In between each performance, The Yarning Dome will be open for kawakawa tea and yarning sessions. Members of Wellington yarn bombing crew Stitch and Butch will drop by to sit and knit.
“We’re also working with the fantastic sustainability initiative Mug Cycle run by Simon Edmonds from Tuatua Café. We hope you’ll bring your own keep cup for kawakawa tea, but if you forget, Mug Cycle will provide clean recycled mugs so you can sip while you enjoy the performances," Professor Tilley adds.
“The kawakawa tea and yarning sessions provide time to just sit on the lawn, perhaps noticing the sky, the earth, the ocean and the ecologies all around us, even in the capital city, unwind and process the performance or workshop you’ve just experienced. This could be a time to chat with others if you want to, or we have salvaged yarns and knitting needles if you want to participate in some craftivism by knitting as you sit. Or you can bring your ownknitting supplies.”

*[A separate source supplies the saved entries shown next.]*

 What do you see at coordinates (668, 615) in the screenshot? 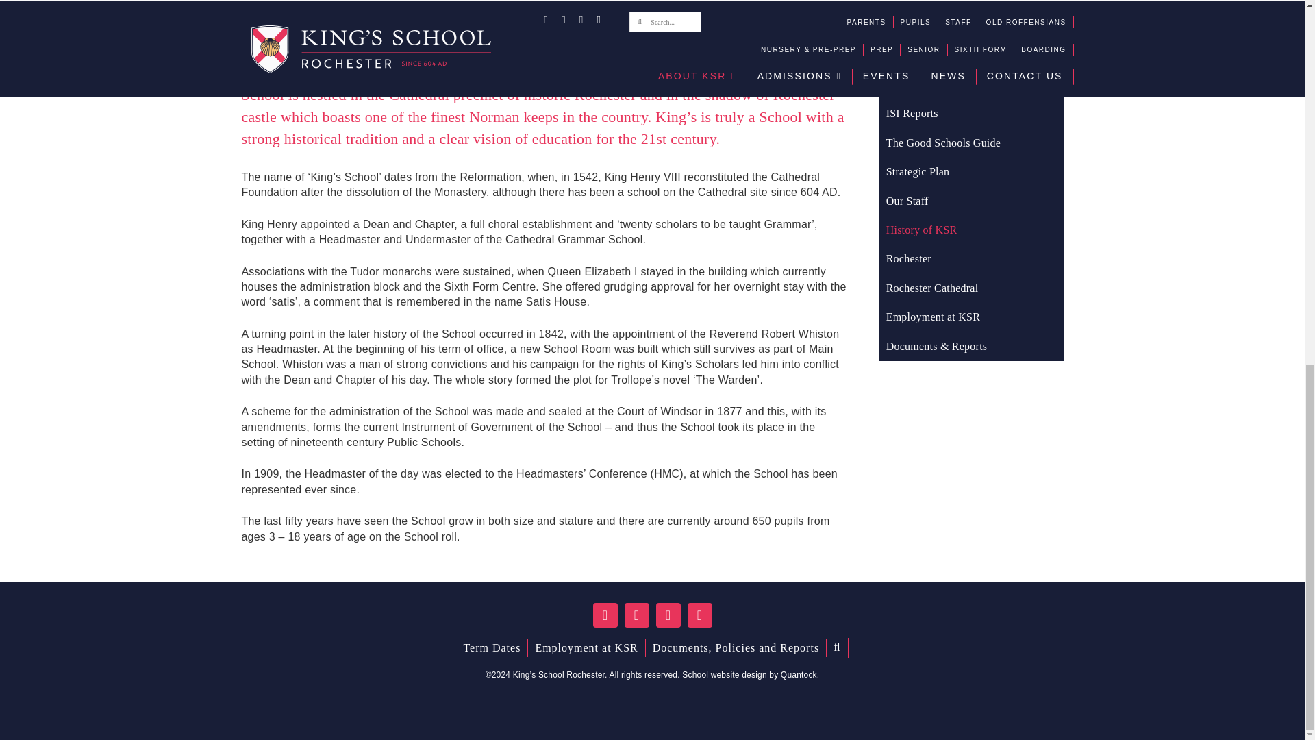
I see `Instagram` at bounding box center [668, 615].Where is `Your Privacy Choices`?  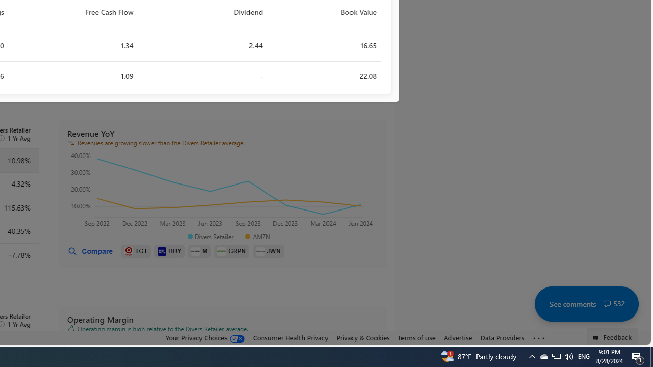 Your Privacy Choices is located at coordinates (205, 338).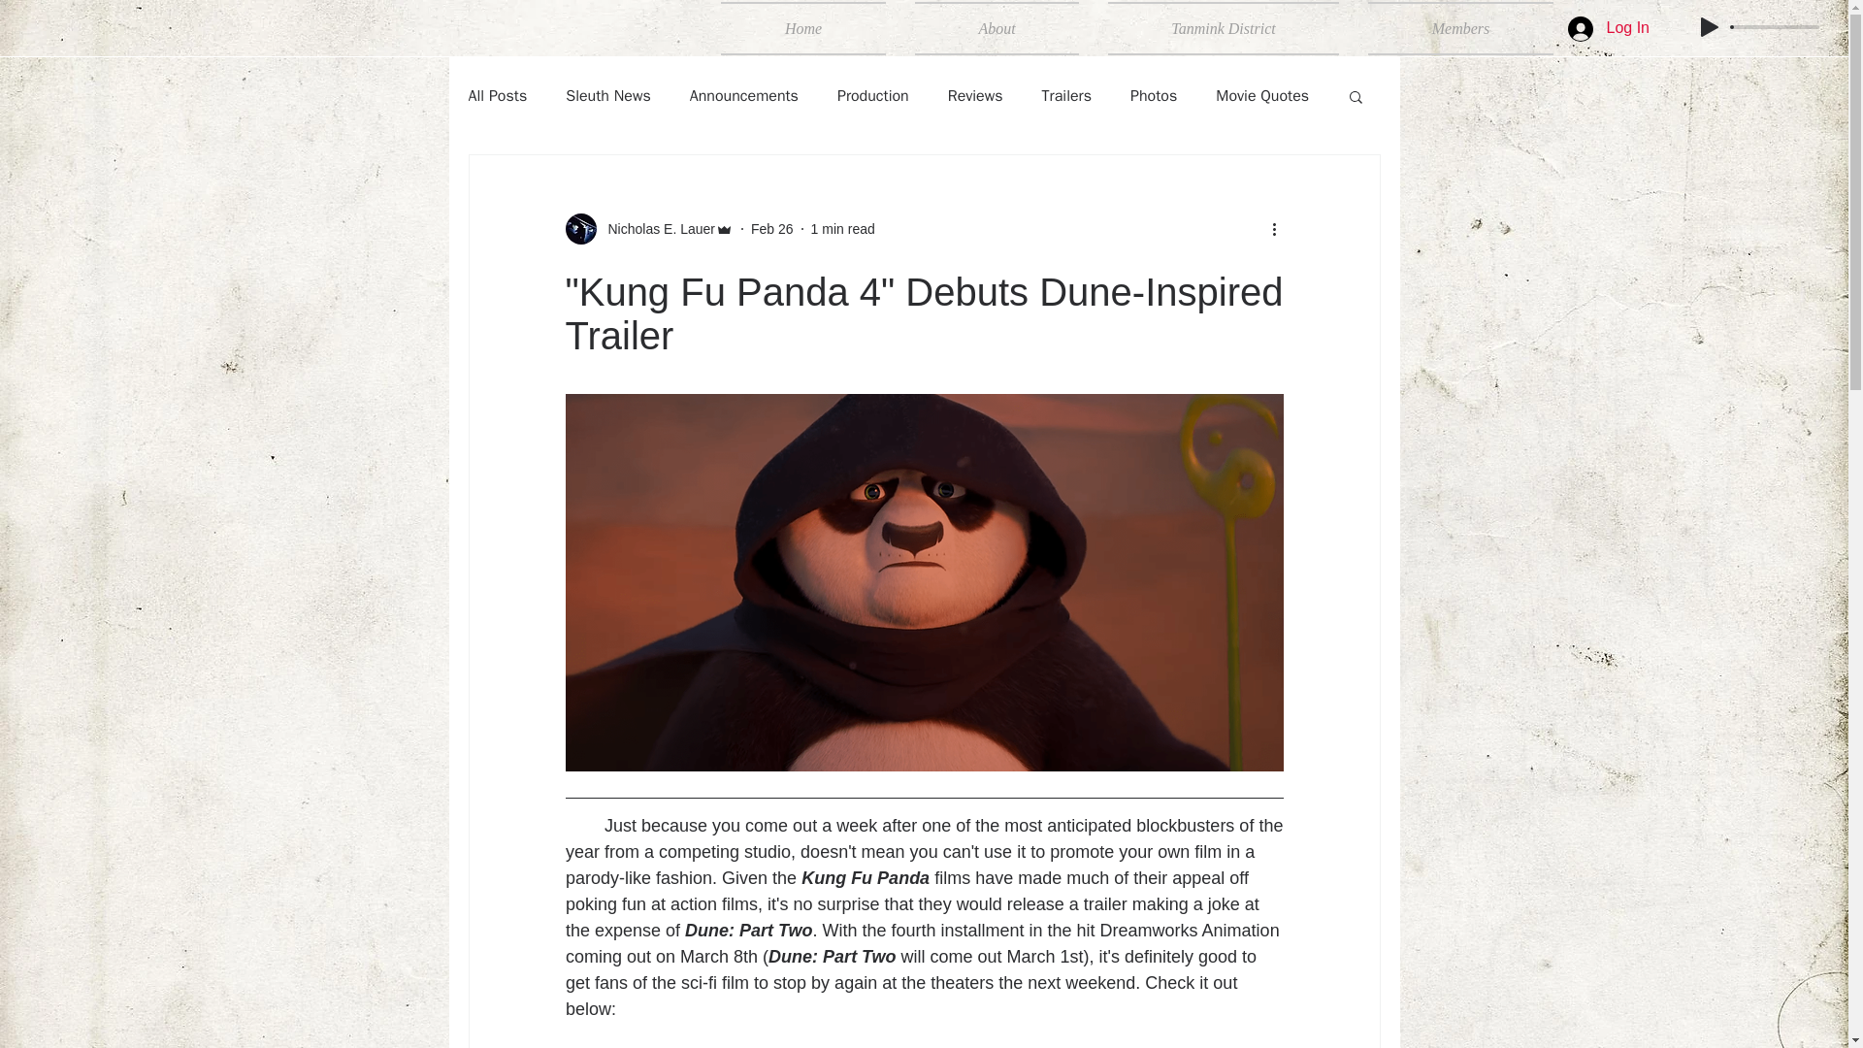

Featured artists include: Simone Gabriel (Ngāti Raukawa; Te Kunenga ki Pūrehuroa Massey University), Judd Morrissey (School of the Art Institute of Chicago), Karen Leef (Ngāpuhi, Te Rarawa, Tau'tu Aitutaki), Ariana Tikao (Kāi Tahu), Arihia Latham (Kāi Tahu, Kāti Mamoe, Waitaha), Debbie Broughton (Ngāti Haumia, Taranaki, Te Aitanga-a-Hauiti, Ngāti Porou, Ngāpuhi), Elspeth Tilley (Te Kunenga ki Pūrehuroa Massey University), Hana Buchanan (Ngāti Haumia, Taranaki iwi, Te Ātiawa), Janaína Moraes (Waipapa Taumata Rau University of Auckland), Dr Joan Fleming (Te Kunenga ki Pūrehuroa Massey University), Leslie Carol Roberts (California College of the Arts), Lisa Samuels (Waipapa Taumata Rau University of Auckland), Robert Sullivan (Ngāpuhi, Kāi Tahu; Te Kunenga ki Pūrehuroa Massey University), Anna Jackson (Te Herenga Waka Victoria University of Wellington), Gabriela Loza (independent filmmaker), Stitch and Butch, Tobias Allen and William Baird.
More information is available here.
Related news
ECOPOESIS. Wait, what?
When visiting Professor of Creative Writing Leslie Roberts gets anxious about climate change, she gathers people to eat, drink and make some collective art and calls it ECOPOESIS.
Massey academic develops creative activism resource
After finding it challenging to locate resources on creative activism for her students, Associate Professor Elspeth Tilley decided to develop her own.